The Neanderthals remain something of a mystery in the story of human descent. Scientists still debate whether they are a closely related sub-species of modern humans or represent a collateral line of late Homo erectus, related to but not ancestral to modern humans.
Homo sapiens neanderthalensis--"Neanderthal Man"--was a robust human species occupying Europe and western Asia from approximately 135,000 to 30,000 years ago. They flourished in both warm interglacial periods and in the challenging conditions of glacial advance. .
At first glance, Neanderthal remains appear primitive and crude, rather like Homo erectus and quite different from modern humans. Their arm and leg bones were, in fact, approximately twice as thick as ours, suggesting their immense strength and the rugged conditions of their existence. Otherwise, their bodies are strikingly modern. They had prominent noses, long faces with sloping foreheads and big skulls. Their average brain capacity (1400-1500 cc) actually exceeds that of modern humans-- although the configuration of parts of the brain is different. The speech areas of the Neanderthal brain are not as developed as ours and the forebrain is smaller. .
The Neanderthal were the first humans to live in Ice Age conditions, surviving by hunting the largest and most formidable Pleistocene mammals--the mammoth, wooly rhinoceros, and wild cattle. They competed with large wolves and lions in an extremely harsh Ice Age environment.
Remains of over a hundred Neanderthal individuals have been recovered, and they exibit a great variety of individual characteristics. The skull at left, dated 35,000 to 53,000 years ago, shows a distinctive pattern of wear on the teeth, suggesting that this individual wore down his teeth in an continuous, strenuous activity such as processing hides by chewing in order to make them pliable enough for clothing. If so, this would be the earliest indirect evidence for clothing.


• **Problem statement**
If a line of the material contains "gridline", copy it.
======
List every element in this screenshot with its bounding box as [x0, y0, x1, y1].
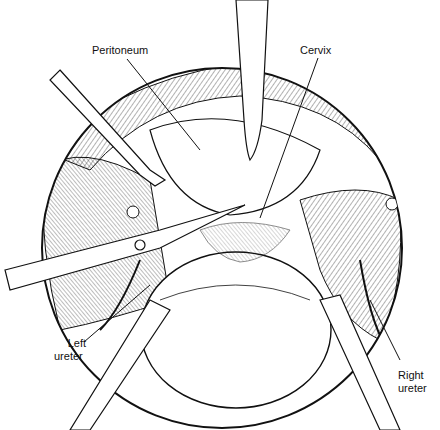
- illustration-canvas: [0, 0, 440, 430]
- label-left-ureter-line2: ureter: [54, 350, 83, 363]
- label-cervix: Cervix: [300, 44, 331, 57]
- label-left-ureter-line1: Left: [60, 337, 86, 350]
- label-peritoneum: Peritoneum: [92, 44, 148, 57]
- label-right-ureter-line2: ureter: [398, 382, 427, 395]
- label-right-ureter-line1: Right: [398, 369, 424, 382]
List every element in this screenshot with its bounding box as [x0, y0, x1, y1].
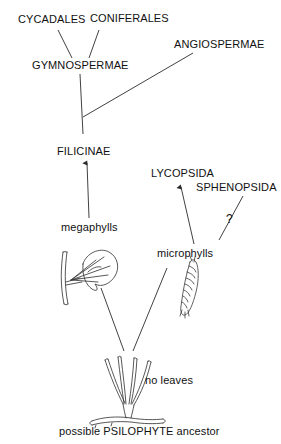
label-coniferales: CONIFERALES: [90, 13, 169, 24]
megaphyll-leaf-drawing: [61, 250, 117, 305]
line-psilophyte-to-megaphylls: [101, 288, 124, 351]
label-cycadales: CYCADALES: [18, 14, 86, 25]
microphyll-shoot-drawing: [180, 256, 198, 318]
label-lycopsida: LYCOPSIDA: [151, 168, 214, 179]
line-gymnospermae-to-coniferales: [89, 30, 99, 58]
lineage-lines-upper: [58, 30, 193, 134]
label-angiospermae: ANGIOSPERMAE: [174, 39, 264, 50]
line-psilophyte-to-microphylls: [133, 268, 167, 351]
label-sphenopsida: SPHENOPSIDA: [196, 182, 277, 193]
label-gymnospermae: GYMNOSPERMAE: [32, 60, 129, 71]
psilophyte-drawing: [90, 356, 166, 428]
label-megaphylls: megaphylls: [61, 222, 118, 233]
label-uncertain-relationship: ?: [226, 213, 233, 225]
evolution-diagram-figure: CYCADALES CONIFERALES ANGIOSPERMAE GYMNO…: [0, 0, 281, 444]
line-gymnospermae-to-cycadales: [58, 30, 72, 58]
line-node-to-gymnospermae: [80, 74, 83, 134]
caption-psilophyte-ancestor: possible PSILOPHYTE ancestor: [59, 426, 220, 437]
lineage-lines-lower: [101, 268, 167, 351]
arrow-microphylls-to-lycopsida: [181, 187, 194, 244]
label-filicinae: FILICINAE: [57, 146, 110, 157]
label-microphylls: microphylls: [157, 248, 213, 259]
arrow-megaphylls-to-filicinae: [87, 163, 89, 218]
label-no-leaves: no leaves: [145, 375, 193, 386]
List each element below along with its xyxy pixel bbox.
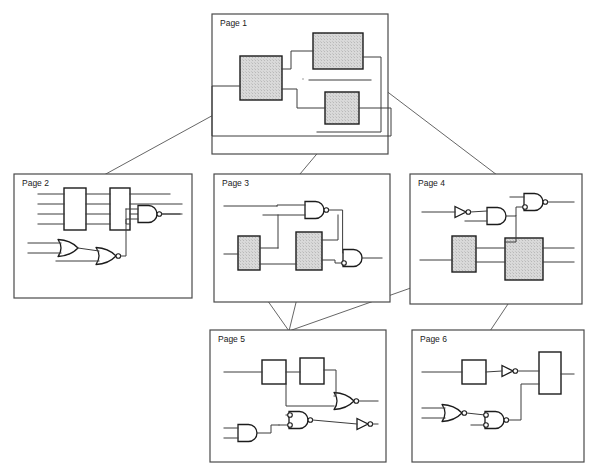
inverter-gate-page5-bubble xyxy=(368,422,373,427)
page-label-page5: Page 5 xyxy=(218,334,245,344)
nand-gate-page2-bubble xyxy=(157,212,162,217)
and-gate-page5 xyxy=(238,425,257,442)
block-block-mid-page3[interactable] xyxy=(296,232,322,270)
page-group-page4: Page 4 xyxy=(410,174,582,304)
page-frame-page5[interactable] xyxy=(210,330,386,462)
page-label-page1: Page 1 xyxy=(220,18,247,28)
page-frame-page4[interactable] xyxy=(410,174,582,304)
page-label-page2: Page 2 xyxy=(22,178,49,188)
block-block-right-page4[interactable] xyxy=(505,238,543,280)
page-group-page5: Page 5 xyxy=(210,330,386,462)
nand-in-bubble-b-page6 xyxy=(484,423,489,428)
nand-in-bubble-page4 xyxy=(523,205,528,210)
page-group-page6: Page 6 xyxy=(412,330,584,462)
nand-in-bubble-a-page6 xyxy=(484,413,489,418)
page-group-page2: Page 2 xyxy=(14,174,192,298)
nand-gate-page2 xyxy=(138,206,157,223)
and-in-bubble-page3 xyxy=(342,261,347,266)
block-block-c-page1[interactable] xyxy=(325,92,359,124)
block-block-b-page1[interactable] xyxy=(313,33,363,69)
and-gate-page4 xyxy=(487,208,506,225)
block-block-left-page4[interactable] xyxy=(452,236,476,272)
page-group-page1: Page 1 xyxy=(212,14,391,154)
nor-gate-page6-bubble xyxy=(462,411,467,416)
inverter-gate-page6-bubble xyxy=(513,369,518,374)
page-group-page3: Page 3 xyxy=(214,174,390,302)
nand-gate-page5-bubble xyxy=(308,418,313,423)
block-block-tall-page6[interactable] xyxy=(539,352,561,394)
block-block-two-page5[interactable] xyxy=(300,358,324,384)
block-block-a-page1[interactable] xyxy=(240,56,282,100)
page-label-page4: Page 4 xyxy=(418,178,445,188)
block-block-left-page3[interactable] xyxy=(238,236,260,270)
block-block-one-page5[interactable] xyxy=(262,360,286,384)
nand-gate-page4-bubble xyxy=(543,200,548,205)
nand-in-bubble-a-page5 xyxy=(288,413,293,418)
page-label-page6: Page 6 xyxy=(420,334,447,344)
diagram-canvas: Page 1Page 2Page 3Page 4Page 5Page 6 xyxy=(0,0,594,473)
nor-gate-page2-bubble xyxy=(116,254,121,259)
inverter-gate-page4-bubble xyxy=(466,210,471,215)
nand-in-bubble-b-page5 xyxy=(288,423,293,428)
page-frame-page2[interactable] xyxy=(14,174,192,298)
block-block-small-page6[interactable] xyxy=(462,360,486,384)
nor-gate-page5-bubble xyxy=(354,399,359,404)
nand-gate-page3-bubble xyxy=(324,208,329,213)
block-bus-block-left-page2[interactable] xyxy=(64,188,86,230)
nand-gate-page3 xyxy=(305,202,324,219)
page-frame-page6[interactable] xyxy=(412,330,584,462)
schematic-diagram: Page 1Page 2Page 3Page 4Page 5Page 6 xyxy=(0,0,594,473)
page-label-page3: Page 3 xyxy=(222,178,249,188)
nand-gate-page6-bubble xyxy=(504,418,509,423)
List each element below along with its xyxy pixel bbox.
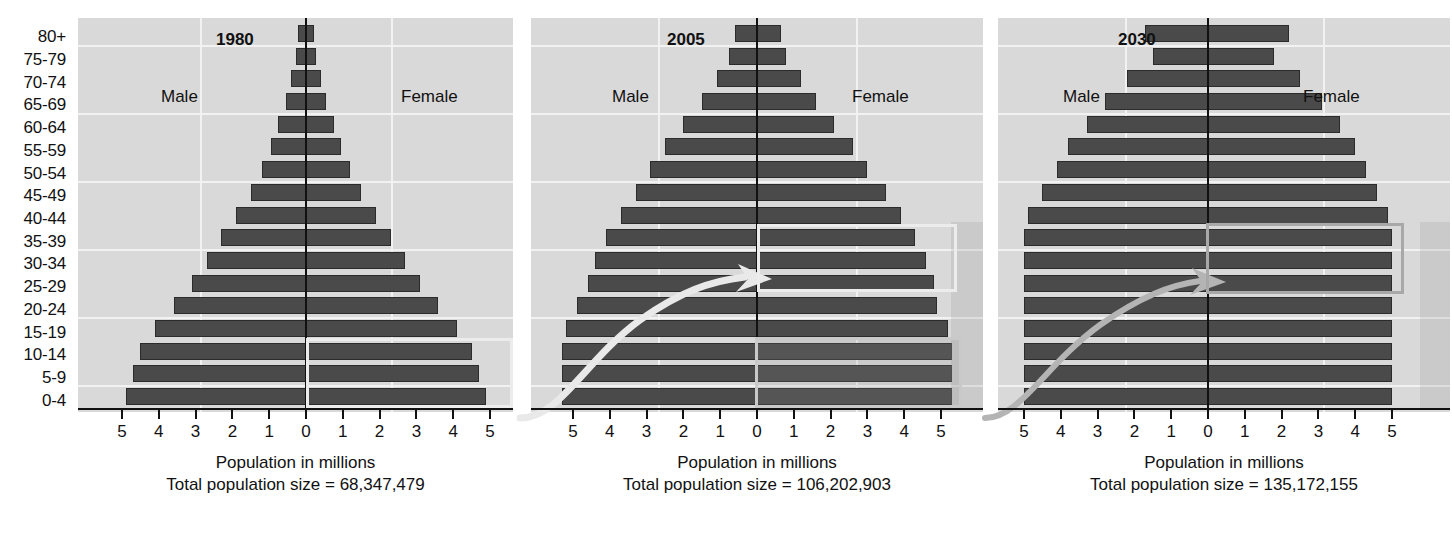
female-label: Female bbox=[401, 87, 458, 107]
age-label-70-74: 70-74 bbox=[24, 74, 66, 91]
bar-female-20-24 bbox=[757, 297, 937, 314]
x-tick bbox=[1170, 410, 1172, 419]
bar-male-35-39 bbox=[1024, 229, 1208, 246]
highlight-2030-adult-cohort bbox=[1206, 223, 1404, 294]
gridline bbox=[78, 317, 513, 319]
bar-female-70-74 bbox=[306, 70, 321, 87]
gridline bbox=[78, 113, 513, 115]
population-pyramid-figure: 80+75-7970-7465-6960-6455-5950-5445-4940… bbox=[0, 0, 1452, 547]
bar-male-45-49 bbox=[251, 184, 306, 201]
x-tick bbox=[756, 410, 758, 419]
x-tick bbox=[1317, 410, 1319, 419]
x-tick bbox=[158, 410, 160, 419]
bar-female-25-29 bbox=[306, 275, 420, 292]
x-tick bbox=[1354, 410, 1356, 419]
highlight-2005-young-cohort bbox=[755, 337, 962, 408]
x-tick bbox=[1023, 410, 1025, 419]
bar-male-5-9 bbox=[133, 365, 306, 382]
bar-male-75-79 bbox=[1153, 48, 1208, 65]
bar-male-5-9 bbox=[1024, 365, 1208, 382]
x-tick bbox=[342, 410, 344, 419]
x-tick-label: 2 bbox=[1123, 422, 1145, 442]
bar-male-80+ bbox=[735, 25, 757, 42]
x-tick bbox=[195, 410, 197, 419]
x-tick bbox=[646, 410, 648, 419]
x-tick bbox=[489, 410, 491, 419]
x-tick-label: 5 bbox=[479, 422, 501, 442]
age-label-15-19: 15-19 bbox=[24, 324, 66, 341]
x-axis-line bbox=[78, 408, 513, 410]
bar-male-20-24 bbox=[174, 297, 306, 314]
total-population-caption: Total population size = 106,202,903 bbox=[531, 474, 983, 495]
bar-male-15-19 bbox=[1024, 320, 1208, 337]
x-tick bbox=[452, 410, 454, 419]
bar-male-50-54 bbox=[1057, 161, 1208, 178]
age-label-20-24: 20-24 bbox=[24, 301, 66, 318]
bar-male-25-29 bbox=[192, 275, 306, 292]
bar-female-10-14 bbox=[1208, 343, 1392, 360]
panel-title-1980: 1980 bbox=[216, 30, 254, 50]
bar-female-0-4 bbox=[1208, 388, 1392, 405]
bar-female-60-64 bbox=[306, 116, 334, 133]
bar-male-10-14 bbox=[562, 343, 757, 360]
x-tick bbox=[572, 410, 574, 419]
bar-female-75-79 bbox=[757, 48, 786, 65]
bar-female-70-74 bbox=[1208, 70, 1300, 87]
x-tick-label: 0 bbox=[295, 422, 317, 442]
x-tick bbox=[830, 410, 832, 419]
gridline bbox=[998, 181, 1450, 183]
x-tick-label: 5 bbox=[1013, 422, 1035, 442]
x-tick-label: 2 bbox=[221, 422, 243, 442]
x-tick bbox=[305, 410, 307, 419]
male-label: Male bbox=[612, 87, 649, 107]
bar-female-60-64 bbox=[757, 116, 834, 133]
bar-male-55-59 bbox=[665, 138, 757, 155]
bar-male-60-64 bbox=[278, 116, 306, 133]
bar-male-70-74 bbox=[1127, 70, 1208, 87]
x-tick bbox=[1097, 410, 1099, 419]
bar-female-80+ bbox=[757, 25, 781, 42]
x-tick-label: 5 bbox=[1381, 422, 1403, 442]
panel-edge-shade-2030 bbox=[1420, 222, 1450, 408]
bar-male-60-64 bbox=[1087, 116, 1208, 133]
plot-area-2030: 2030MaleFemale bbox=[998, 18, 1450, 412]
x-tick bbox=[415, 410, 417, 419]
bar-female-45-49 bbox=[757, 184, 886, 201]
x-tick-label: 4 bbox=[1344, 422, 1366, 442]
female-label: Female bbox=[852, 87, 909, 107]
bar-male-25-29 bbox=[588, 275, 757, 292]
bar-male-30-34 bbox=[207, 252, 306, 269]
bar-female-20-24 bbox=[306, 297, 438, 314]
x-tick bbox=[379, 410, 381, 419]
gridline bbox=[998, 113, 1450, 115]
total-population-caption: Total population size = 68,347,479 bbox=[78, 474, 513, 495]
age-label-45-49: 45-49 bbox=[24, 187, 66, 204]
bar-male-65-69 bbox=[1105, 93, 1208, 110]
x-tick-label: 2 bbox=[1271, 422, 1293, 442]
x-tick-label: 3 bbox=[405, 422, 427, 442]
x-axis-line bbox=[998, 408, 1450, 410]
x-tick-label: 4 bbox=[442, 422, 464, 442]
x-tick bbox=[1060, 410, 1062, 419]
x-tick-label: 5 bbox=[111, 422, 133, 442]
age-label-40-44: 40-44 bbox=[24, 210, 66, 227]
x-tick bbox=[121, 410, 123, 419]
bar-female-80+ bbox=[306, 25, 314, 42]
zero-axis bbox=[1207, 18, 1209, 408]
bar-female-55-59 bbox=[306, 138, 341, 155]
x-tick bbox=[268, 410, 270, 419]
bar-male-25-29 bbox=[1024, 275, 1208, 292]
x-tick-label: 1 bbox=[709, 422, 731, 442]
bar-female-40-44 bbox=[1208, 207, 1388, 224]
age-label-80plus: 80+ bbox=[38, 28, 66, 45]
age-label-5-9: 5-9 bbox=[42, 369, 66, 386]
x-tick bbox=[682, 410, 684, 419]
bar-male-30-34 bbox=[595, 252, 757, 269]
x-tick-label: 0 bbox=[1197, 422, 1219, 442]
gridline bbox=[78, 249, 513, 251]
bar-female-65-69 bbox=[757, 93, 816, 110]
male-label: Male bbox=[1063, 87, 1100, 107]
bar-female-50-54 bbox=[306, 161, 350, 178]
x-tick-label: 5 bbox=[930, 422, 952, 442]
highlight-1980-young-cohort bbox=[306, 338, 513, 408]
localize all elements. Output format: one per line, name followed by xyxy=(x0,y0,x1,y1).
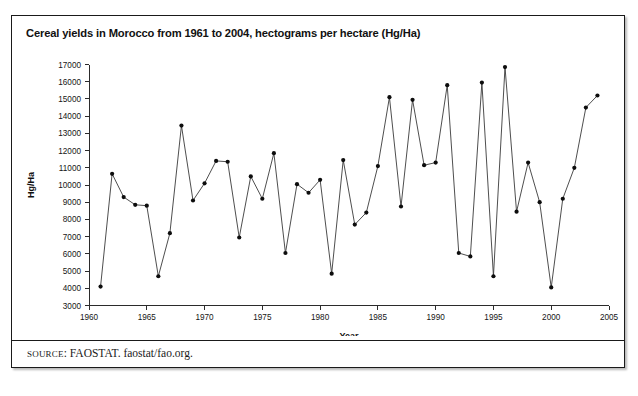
source-note: SOURCE: FAOSTAT. faostat/fao.org. xyxy=(27,347,193,359)
data-point: 1987: 8750 xyxy=(399,204,403,208)
x-tick-label: 1985 xyxy=(369,313,388,322)
y-tick-label: 4000 xyxy=(63,284,82,293)
data-point: 1983: 7700 xyxy=(353,222,357,226)
data-series-cereal-yield: 1961: 41001962: 106501963: 93001964: 885… xyxy=(98,65,599,290)
data-point: 1971: 11400 xyxy=(214,159,218,163)
y-tick-label: 17000 xyxy=(58,61,81,70)
y-tick-label: 8000 xyxy=(63,215,82,224)
data-point: 1992: 6050 xyxy=(457,251,461,255)
data-point: 1980: 10300 xyxy=(318,178,322,182)
data-point: 1984: 8400 xyxy=(364,210,368,214)
data-point: 1961: 4100 xyxy=(98,284,102,288)
data-point: 1974: 10500 xyxy=(249,174,253,178)
x-tick-label: 1980 xyxy=(311,313,330,322)
source-value: : FAOSTAT. faostat/fao.org. xyxy=(64,347,193,359)
data-point: 1975: 9200 xyxy=(260,197,264,201)
y-axis: 3000400050006000700080009000100001100012… xyxy=(58,61,89,311)
y-axis-title: Hg/Ha xyxy=(26,171,36,198)
data-point: 1994: 15950 xyxy=(480,80,484,84)
line-chart: 3000400050006000700080009000100001100012… xyxy=(12,16,626,336)
data-point: 1968: 13450 xyxy=(179,124,183,128)
y-tick-label: 10000 xyxy=(58,181,81,190)
y-tick-label: 7000 xyxy=(63,233,82,242)
plot-area: 3000400050006000700080009000100001100012… xyxy=(12,16,626,336)
y-tick-label: 12000 xyxy=(58,147,81,156)
x-tick-label: 1975 xyxy=(253,313,272,322)
data-point: 1982: 11450 xyxy=(341,158,345,162)
data-point: 2000: 4050 xyxy=(549,285,553,289)
data-point: 2001: 9200 xyxy=(561,197,565,201)
x-tick-label: 1960 xyxy=(80,313,99,322)
y-tick-label: 14000 xyxy=(58,112,81,121)
data-point: 1969: 9100 xyxy=(191,198,195,202)
data-point: 1995: 4700 xyxy=(491,274,495,278)
x-tick-label: 2005 xyxy=(600,313,619,322)
y-tick-label: 11000 xyxy=(59,164,82,173)
data-point: 2003: 14500 xyxy=(584,105,588,109)
figure-frame: Cereal yields in Morocco from 1961 to 20… xyxy=(11,15,625,368)
data-point: 1986: 15100 xyxy=(387,95,391,99)
data-point: 1997: 8450 xyxy=(514,210,518,214)
data-point: 1988: 14950 xyxy=(410,98,414,102)
x-axis-title: Year xyxy=(339,331,359,337)
y-tick-label: 16000 xyxy=(58,78,81,87)
data-point: 1970: 10100 xyxy=(202,181,206,185)
data-point: 1966: 4700 xyxy=(156,274,160,278)
data-point: 1963: 9300 xyxy=(122,195,126,199)
data-point: 1978: 10050 xyxy=(295,182,299,186)
y-tick-label: 13000 xyxy=(58,129,81,138)
data-point: 1990: 11300 xyxy=(434,161,438,165)
data-point: 1973: 6950 xyxy=(237,235,241,239)
data-point: 1999: 9000 xyxy=(538,200,542,204)
x-axis: 1960196519701975198019851990199520002005 xyxy=(80,306,619,322)
data-point: 1996: 16850 xyxy=(503,65,507,69)
x-tick-label: 2000 xyxy=(542,313,561,322)
y-tick-label: 9000 xyxy=(63,198,82,207)
data-point: 2002: 11000 xyxy=(572,166,576,170)
source-label: SOURCE xyxy=(27,349,64,359)
footer-divider xyxy=(12,340,624,341)
data-point: 1985: 11100 xyxy=(376,164,380,168)
data-point: 2004: 15200 xyxy=(595,93,599,97)
y-tick-label: 6000 xyxy=(63,250,82,259)
data-point: 1977: 6050 xyxy=(283,251,287,255)
data-point: 1993: 5850 xyxy=(468,254,472,258)
x-tick-label: 1990 xyxy=(427,313,446,322)
data-point: 1989: 11150 xyxy=(422,163,426,167)
y-tick-label: 3000 xyxy=(63,302,82,311)
x-tick-label: 1965 xyxy=(138,313,157,322)
data-point: 1979: 9550 xyxy=(306,191,310,195)
y-tick-label: 15000 xyxy=(58,95,81,104)
data-point: 1965: 8800 xyxy=(145,204,149,208)
data-point: 1981: 4850 xyxy=(330,272,334,276)
data-point: 1964: 8850 xyxy=(133,203,137,207)
data-point: 1976: 11850 xyxy=(272,151,276,155)
data-point: 1962: 10650 xyxy=(110,172,114,176)
x-tick-label: 1995 xyxy=(484,313,503,322)
data-point: 1998: 11300 xyxy=(526,161,530,165)
data-point: 1967: 7200 xyxy=(168,231,172,235)
x-tick-label: 1970 xyxy=(195,313,214,322)
data-point: 1991: 15800 xyxy=(445,83,449,87)
data-point: 1972: 11350 xyxy=(226,160,230,164)
y-tick-label: 5000 xyxy=(63,267,82,276)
======
• **Task solution**
gridline bbox=[78, 317, 513, 319]
gridline bbox=[78, 113, 513, 115]
gridline bbox=[998, 181, 1450, 183]
gridline bbox=[998, 113, 1450, 115]
gridline bbox=[78, 249, 513, 251]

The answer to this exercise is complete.